Bringing Business Home

Nancy Pelosi became the highest-ranking U.S. official to visit Taiwan since House Speaker Newt Gingrich did so 25 years ago. Her visit highlights a conflict between Taiwan and China decades in the making.

The stakes are high. When China fell to communism, the ruling regime at the time found refuge in Taiwan. The U.S. backed Taiwan and promised to defend it in a treaty should China move against it.

In the intervening years, Taiwan became a thriving democracy and an important economic center. It currently produces and exports a huge bulk of important products, including semiconductors and antibiotics.

China, on the other hand, has always claimed that Taiwan is part of its sovereign territory, and much like Russia with Ukraine, has been positioning for some time to reassert what it sees as legitimate “ownership.”

So what does this have to do with the price of sweet tea in Mississippi?

Well, were this to boil to a head, it would insert the U.S. into the largest geopolitical conflict since World War II, with a new potential Axis emerging between China, Russia, and possibly countries like Iran and North Korea.

China “taking” Taiwan could mean that it controls a larger portion of global economic activity than the U.S., put into question our status as global reserve currency, and force us to face the painful reality of over $30 trillion in sovereign debt in the midst of deep stagflation. So there’s that.

It could also mean deep disruption of important supply chains, which brings us to the idea of bringing business home.

This isn’t some call to stop global trade. Global trade is a good thing because different countries and regions of the world are better at producing certain products. It is a recognition that smart businesses are assessing risks and determining that they can’t put all their eggs in one basket.

Mississippi should be poised to take advantage of this strategic recalculation, while simultaneously becoming more fertile ground for existing Mississippi business and businesses looking to relocate domestically. Here are a few ways to do that:

1. Full and Immediate Expensing for Businesses

Full expensing allows businesses to immediately deduct the cost of investments in research and development, improved technology, equipment and facilities. It encourages companies to invest more, which in the long run, increases productivity, boosts wages and creates more jobs. The 2017 Tax Cut and Jobs Act passed by Congress created full expensing for federal taxes, though that benefit is set to gradually be repealed. Mississippi should enact a similar provision permanently.

2. Education and Workforce Development

We’ve made great strides in both of these areas in recent years, but now is not the time to let our foot off the gas. It’s time to mash the accelerator. Employers need qualified labor and people need the dignity of meaningful work. In the early years, our focus remains on both empowering educators with the support and freedom they need in the classroom to serve students and empowering families with more options to find the education setting that works for their unique child.

As people near work age, we’ve got to change the stigma associated with the trades and be laser focused on occupational training for the economy of the future.

3. Red Tape Reduction

Excessive regulation is a hidden tax and drag on economic productivity. A study done by scholars at the Mercatus Center estimated that the accumulation of new regulations since the 1980s cost the U.S. $4 trillion annually. That’s over $13,000 for every man, woman and child. Mississippi is the most regulated state in the Southeast.

We should commit to a formal red tape reduction program to eliminate 30 percent of regulatory requirements from our code within the next three years, explore the implementation of regulatory sandboxes that reduce strings attached to certain rapidly evolving industries, and ramp up use of the Occupational Licensing Review Commission established in 2017 to reduce barriers to entering licensed professions.

You can help reform regulations in Mississippi. Please sign the petition below.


§ Work to complete:
Make an exact copy of the records, omitting all images.
___ Records for this task ___
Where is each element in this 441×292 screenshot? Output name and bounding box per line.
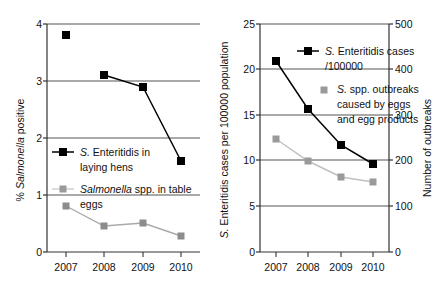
right-legend-label-outbreaks-line2: caused by eggs xyxy=(337,98,411,110)
right-xtick-2010: 2010 xyxy=(361,261,385,273)
left-legend-label-enteritidis-line1: S. Enteritidis in xyxy=(80,146,150,158)
right-x-tick-labels: 2007 2008 2009 2010 xyxy=(264,261,385,273)
left-black-point-2009 xyxy=(139,83,147,91)
left-xtick-2008: 2008 xyxy=(92,261,116,273)
right-xtick-2008: 2008 xyxy=(296,261,320,273)
left-xtick-2007: 2007 xyxy=(54,261,78,273)
svg-text:S. Enteritidis cases per 10000: S. Enteritidis cases per 100000 populati… xyxy=(218,41,230,238)
right-y2-axis-title-text: Number of outbreaks xyxy=(421,99,433,197)
left-series-s-enteritidis xyxy=(62,31,185,165)
left-legend-black-marker-icon xyxy=(59,148,67,156)
left-legend-entry-enteritidis[interactable]: S. Enteritidis in laying hens xyxy=(52,146,150,173)
left-black-point-2010 xyxy=(177,157,185,165)
right-legend: S. Enteritidis cases /100000 S. spp. out… xyxy=(297,45,419,125)
left-ytick-2: 2 xyxy=(36,132,42,144)
left-black-point-2008 xyxy=(100,71,108,79)
right-y2tick-100: 100 xyxy=(395,200,413,212)
right-ytick-10: 10 xyxy=(243,154,255,166)
right-gray-point-2008 xyxy=(305,158,312,165)
left-legend-label-spp-line1: Salmonella spp. in table xyxy=(80,183,192,195)
left-y-tick-labels: 4 3 2 1 0 xyxy=(36,18,42,258)
right-y2tick-500: 500 xyxy=(395,18,413,30)
right-ytick-20: 20 xyxy=(243,63,255,75)
right-legend-black-marker-icon xyxy=(304,47,312,55)
right-black-point-2010 xyxy=(369,160,377,168)
right-y2tick-400: 400 xyxy=(395,63,413,75)
right-ytick-25: 25 xyxy=(243,18,255,30)
right-y-tick-labels: 25 20 15 10 5 0 xyxy=(243,18,255,258)
right-ytick-15: 15 xyxy=(243,109,255,121)
left-y-axis-title-suffix: positive xyxy=(14,98,26,137)
right-legend-gray-marker-icon xyxy=(321,87,328,94)
left-gray-point-2010 xyxy=(178,233,185,240)
left-ytick-0: 0 xyxy=(36,246,42,258)
right-black-point-2008 xyxy=(304,105,312,113)
left-y-axis-title: % Salmonella positive xyxy=(14,98,26,201)
right-ytick-0: 0 xyxy=(249,246,255,258)
left-ytick-4: 4 xyxy=(36,18,42,30)
right-xtick-2009: 2009 xyxy=(329,261,353,273)
right-chart-svg: S. Enteritidis cases per 100000 populati… xyxy=(215,0,441,292)
right-legend-label-cases-line2: /100000 xyxy=(325,60,363,72)
right-gray-point-2010 xyxy=(370,179,377,186)
left-y-axis-title-prefix: % xyxy=(14,189,26,201)
chart-panel-left: % Salmonella positive 4 3 2 1 0 xyxy=(0,0,215,292)
right-black-point-2007 xyxy=(272,57,280,65)
left-chart-svg: % Salmonella positive 4 3 2 1 0 xyxy=(0,0,215,292)
right-gray-point-2009 xyxy=(338,174,345,181)
left-ytick-3: 3 xyxy=(36,75,42,87)
right-y-axis-title: S. Enteritidis cases per 100000 populati… xyxy=(218,41,230,238)
right-xtick-2007: 2007 xyxy=(264,261,288,273)
right-legend-entry-spp-outbreaks[interactable]: S. spp. outbreaks caused by eggs and egg… xyxy=(321,83,419,125)
right-y2tick-200: 200 xyxy=(395,154,413,166)
left-xtick-2009: 2009 xyxy=(131,261,155,273)
right-y2-axis-title: Number of outbreaks xyxy=(421,99,433,197)
chart-panel-right: S. Enteritidis cases per 100000 populati… xyxy=(215,0,441,292)
left-legend: S. Enteritidis in laying hens Salmonella… xyxy=(52,146,192,210)
left-legend-label-spp-line2: eggs xyxy=(80,198,103,210)
svg-text:% Salmonella positive: % Salmonella positive xyxy=(14,98,26,201)
left-axes xyxy=(43,24,200,257)
right-black-point-2009 xyxy=(337,141,345,149)
left-ytick-1: 1 xyxy=(36,189,42,201)
left-black-point-2007 xyxy=(62,31,70,39)
left-gray-line xyxy=(66,206,181,236)
right-legend-label-outbreaks-line3: and egg products xyxy=(337,113,418,125)
left-xtick-2010: 2010 xyxy=(169,261,193,273)
left-gray-point-2008 xyxy=(101,223,108,230)
left-gray-point-2009 xyxy=(140,220,147,227)
left-gray-point-2007 xyxy=(63,203,70,210)
left-y-axis-title-italic: Salmonella xyxy=(14,137,26,189)
left-x-tick-labels: 2007 2008 2009 2010 xyxy=(54,261,193,273)
right-legend-label-cases-line1: S. Enteritidis cases xyxy=(325,45,414,57)
left-legend-gray-marker-icon xyxy=(60,186,67,193)
right-legend-label-outbreaks-line1: S. spp. outbreaks xyxy=(337,83,419,95)
right-y-axis-title-rest: Enteritidis cases per 100000 population xyxy=(218,41,230,228)
right-y2tick-0: 0 xyxy=(395,246,401,258)
right-ytick-5: 5 xyxy=(249,200,255,212)
right-gray-point-2007 xyxy=(273,136,280,143)
left-legend-label-enteritidis-line2: laying hens xyxy=(80,161,133,173)
left-legend-entry-salmonella-spp[interactable]: Salmonella spp. in table eggs xyxy=(52,183,192,210)
right-y-axis-title-italic: S. xyxy=(218,228,230,238)
figure-two-panel-line-charts: % Salmonella positive 4 3 2 1 0 xyxy=(0,0,441,292)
___
§ Answer section:
Where is each element in this 441×292 screenshot? Output name and bounding box per line.
right-legend-label-outbreaks-line2: caused by eggs xyxy=(337,98,411,110)
right-xtick-2010: 2010 xyxy=(361,261,385,273)
left-legend-label-enteritidis-line1: S. Enteritidis in xyxy=(80,146,150,158)
right-x-tick-labels: 2007 2008 2009 2010 xyxy=(264,261,385,273)
left-black-point-2009 xyxy=(139,83,147,91)
left-xtick-2008: 2008 xyxy=(92,261,116,273)
right-xtick-2008: 2008 xyxy=(296,261,320,273)
left-xtick-2007: 2007 xyxy=(54,261,78,273)
svg-text:S. Enteritidis cases per 10000: S. Enteritidis cases per 100000 populati… xyxy=(218,41,230,238)
right-y2-axis-title-text: Number of outbreaks xyxy=(421,99,433,197)
left-series-s-enteritidis xyxy=(62,31,185,165)
left-legend-black-marker-icon xyxy=(59,148,67,156)
left-legend-entry-enteritidis[interactable]: S. Enteritidis in laying hens xyxy=(52,146,150,173)
left-black-point-2010 xyxy=(177,157,185,165)
right-legend: S. Enteritidis cases /100000 S. spp. out… xyxy=(297,45,419,125)
left-ytick-2: 2 xyxy=(36,132,42,144)
left-black-point-2008 xyxy=(100,71,108,79)
right-y2tick-100: 100 xyxy=(395,200,413,212)
right-ytick-10: 10 xyxy=(243,154,255,166)
right-gray-point-2008 xyxy=(305,158,312,165)
left-legend-label-spp-line1: Salmonella spp. in table xyxy=(80,183,192,195)
left-y-tick-labels: 4 3 2 1 0 xyxy=(36,18,42,258)
right-y2tick-500: 500 xyxy=(395,18,413,30)
right-ytick-20: 20 xyxy=(243,63,255,75)
right-legend-black-marker-icon xyxy=(304,47,312,55)
right-black-point-2010 xyxy=(369,160,377,168)
right-y2tick-400: 400 xyxy=(395,63,413,75)
right-ytick-25: 25 xyxy=(243,18,255,30)
right-y-tick-labels: 25 20 15 10 5 0 xyxy=(243,18,255,258)
right-ytick-15: 15 xyxy=(243,109,255,121)
left-y-axis-title-suffix: positive xyxy=(14,98,26,137)
right-legend-gray-marker-icon xyxy=(321,87,328,94)
left-gray-point-2010 xyxy=(178,233,185,240)
left-ytick-0: 0 xyxy=(36,246,42,258)
right-black-point-2008 xyxy=(304,105,312,113)
left-y-axis-title: % Salmonella positive xyxy=(14,98,26,201)
right-ytick-0: 0 xyxy=(249,246,255,258)
left-ytick-4: 4 xyxy=(36,18,42,30)
right-xtick-2009: 2009 xyxy=(329,261,353,273)
right-chart-svg: S. Enteritidis cases per 100000 populati… xyxy=(215,0,441,292)
right-legend-label-cases-line2: /100000 xyxy=(325,60,363,72)
right-gray-point-2010 xyxy=(370,179,377,186)
left-y-axis-title-prefix: % xyxy=(14,189,26,201)
chart-panel-left: % Salmonella positive 4 3 2 1 0 xyxy=(0,0,215,292)
right-black-point-2007 xyxy=(272,57,280,65)
left-chart-svg: % Salmonella positive 4 3 2 1 0 xyxy=(0,0,215,292)
right-gray-point-2009 xyxy=(338,174,345,181)
left-ytick-3: 3 xyxy=(36,75,42,87)
right-y-axis-title: S. Enteritidis cases per 100000 populati… xyxy=(218,41,230,238)
right-xtick-2007: 2007 xyxy=(264,261,288,273)
right-legend-entry-spp-outbreaks[interactable]: S. spp. outbreaks caused by eggs and egg… xyxy=(321,83,419,125)
right-y2tick-200: 200 xyxy=(395,154,413,166)
left-xtick-2009: 2009 xyxy=(131,261,155,273)
right-y2-axis-title: Number of outbreaks xyxy=(421,99,433,197)
chart-panel-right: S. Enteritidis cases per 100000 populati… xyxy=(215,0,441,292)
left-legend: S. Enteritidis in laying hens Salmonella… xyxy=(52,146,192,210)
left-legend-label-spp-line2: eggs xyxy=(80,198,103,210)
svg-text:% Salmonella positive: % Salmonella positive xyxy=(14,98,26,201)
left-axes xyxy=(43,24,200,257)
right-black-point-2009 xyxy=(337,141,345,149)
left-ytick-1: 1 xyxy=(36,189,42,201)
left-black-point-2007 xyxy=(62,31,70,39)
left-gray-line xyxy=(66,206,181,236)
right-legend-label-outbreaks-line3: and egg products xyxy=(337,113,418,125)
left-xtick-2010: 2010 xyxy=(169,261,193,273)
left-gray-point-2008 xyxy=(101,223,108,230)
left-gray-point-2009 xyxy=(140,220,147,227)
left-gray-point-2007 xyxy=(63,203,70,210)
left-y-axis-title-italic: Salmonella xyxy=(14,137,26,189)
left-x-tick-labels: 2007 2008 2009 2010 xyxy=(54,261,193,273)
right-legend-label-cases-line1: S. Enteritidis cases xyxy=(325,45,414,57)
left-legend-gray-marker-icon xyxy=(60,186,67,193)
right-legend-label-outbreaks-line1: S. spp. outbreaks xyxy=(337,83,419,95)
right-y-axis-title-rest: Enteritidis cases per 100000 population xyxy=(218,41,230,228)
right-y2tick-0: 0 xyxy=(395,246,401,258)
right-ytick-5: 5 xyxy=(249,200,255,212)
right-gray-point-2007 xyxy=(273,136,280,143)
left-legend-label-enteritidis-line2: laying hens xyxy=(80,161,133,173)
left-legend-entry-salmonella-spp[interactable]: Salmonella spp. in table eggs xyxy=(52,183,192,210)
right-y-axis-title-italic: S. xyxy=(218,228,230,238)
figure-two-panel-line-charts: % Salmonella positive 4 3 2 1 0 xyxy=(0,0,441,292)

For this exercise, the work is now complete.